__Records from a dataset__:
☆ ☆ ☆ ☆
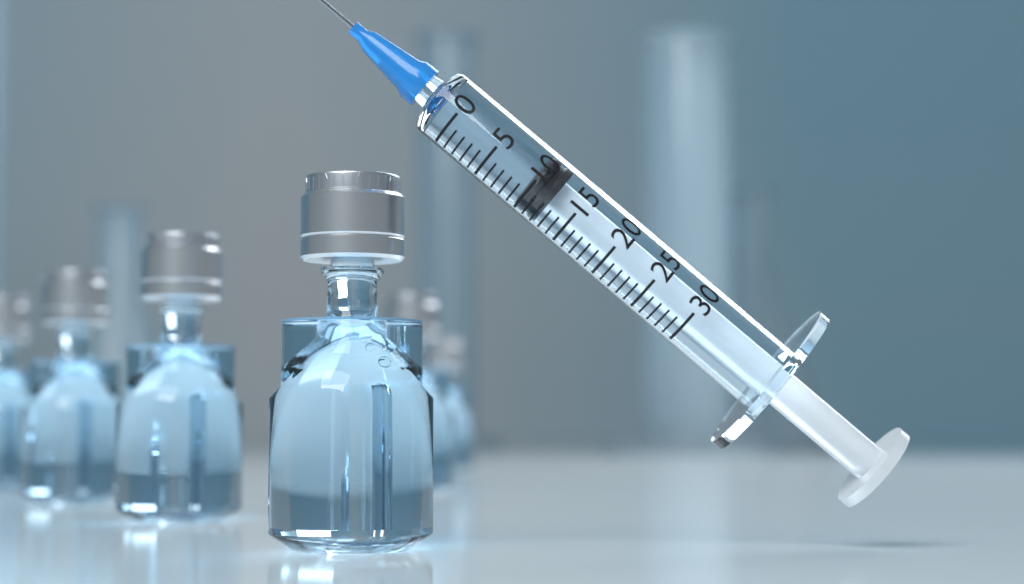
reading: 10 (no unit)
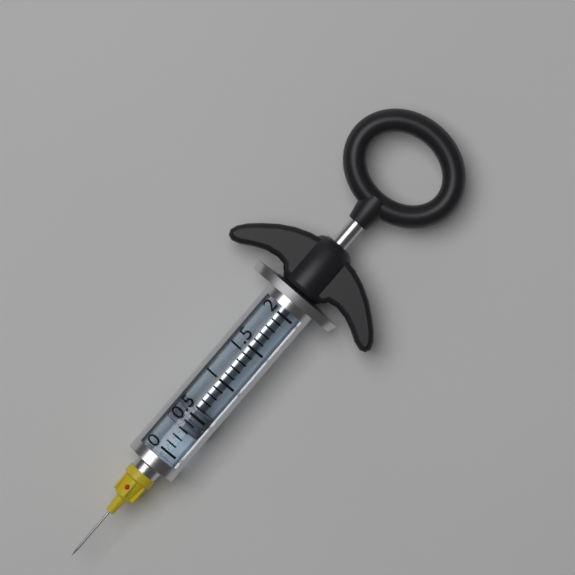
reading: 0.3 (no unit)
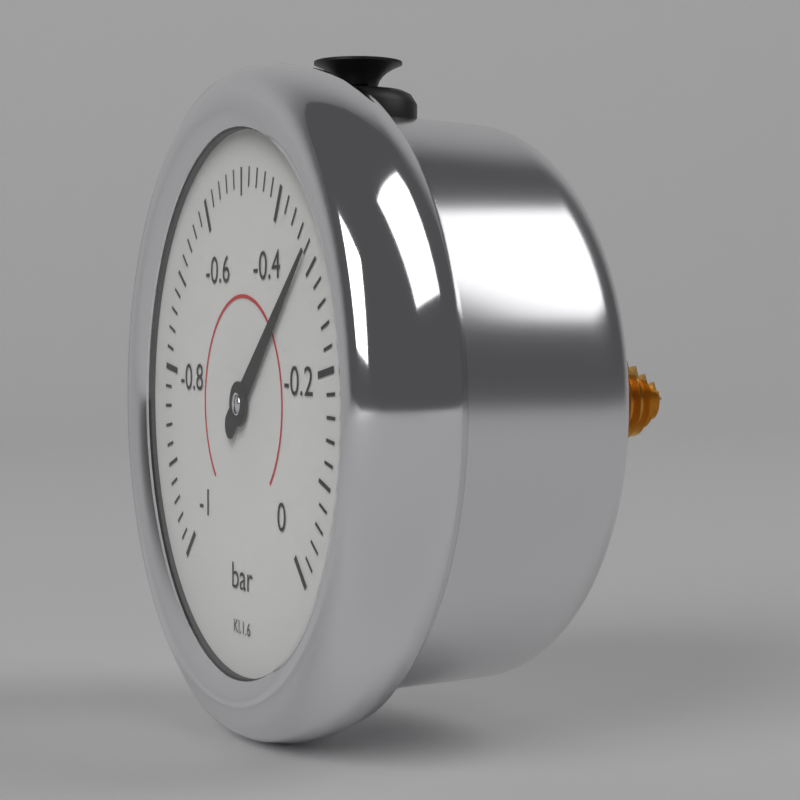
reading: -0.32 bar
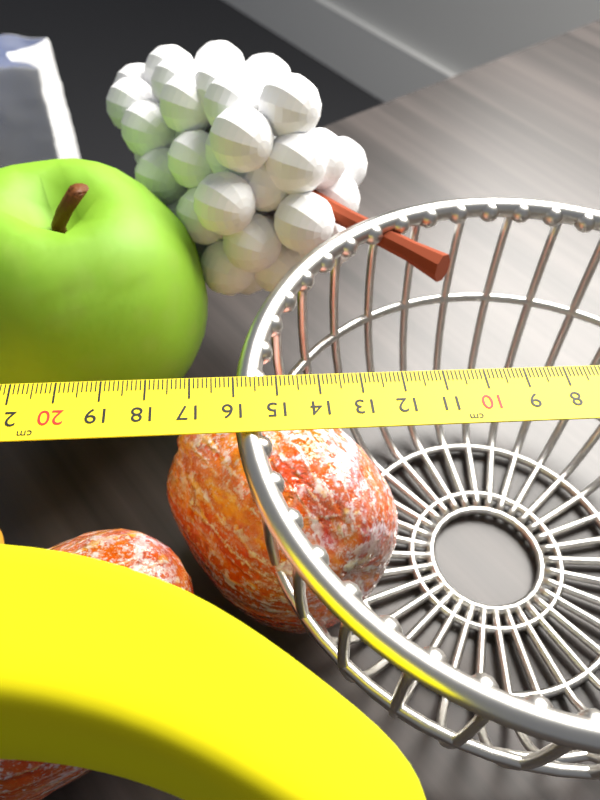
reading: 16.0 cm
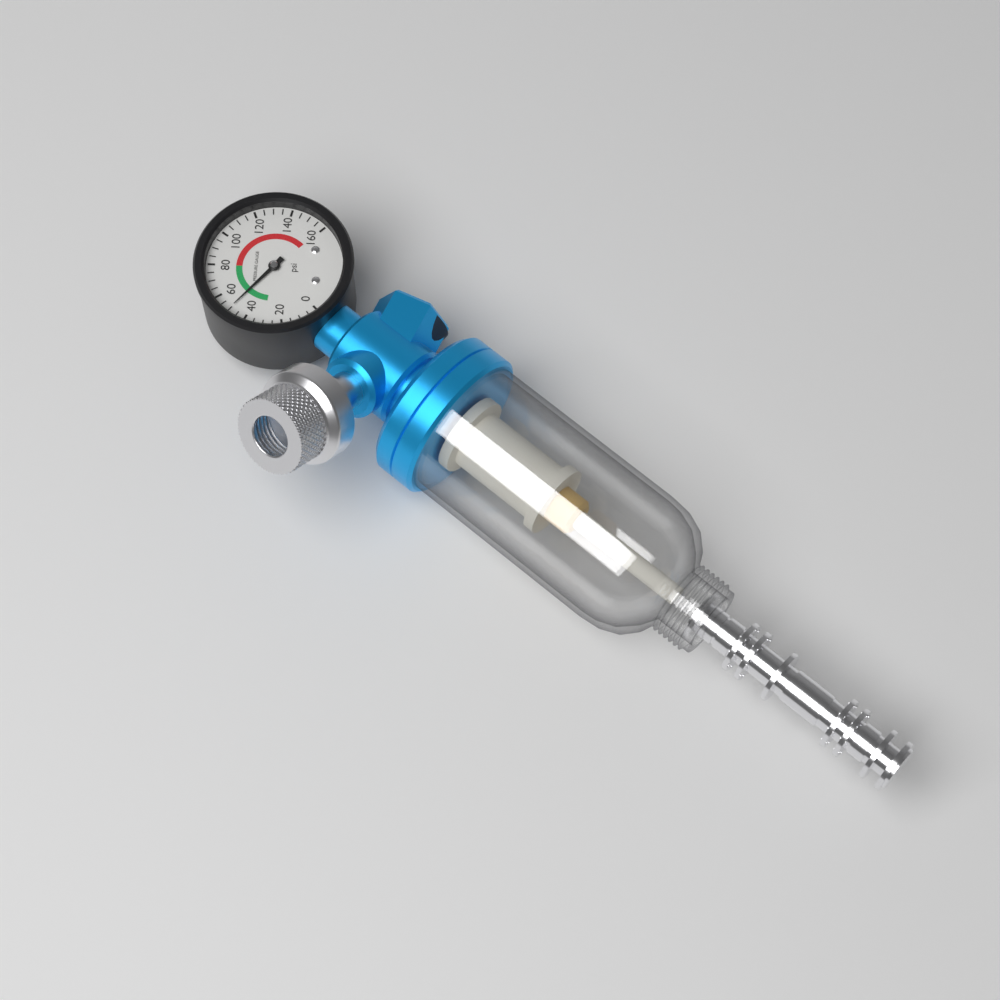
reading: 50 psi
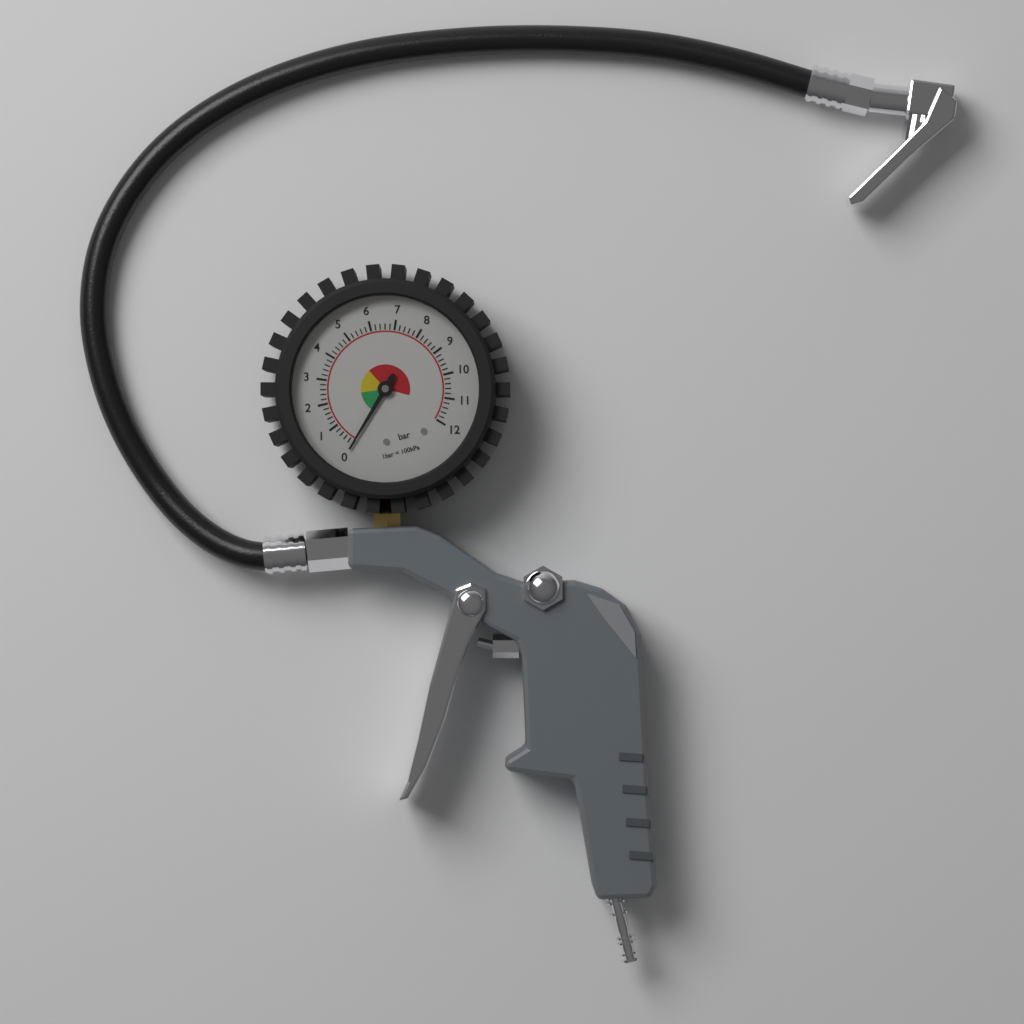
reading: 0.0 bar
☆ ☆ ☆ ☆
__What is needed__: Repeat the data exactly. Pictures should not appear.

__Answer space__:
reading: 10 (no unit)
reading: 0.3 (no unit)
reading: -0.32 bar
reading: 16.0 cm
reading: 50 psi
reading: 0.0 bar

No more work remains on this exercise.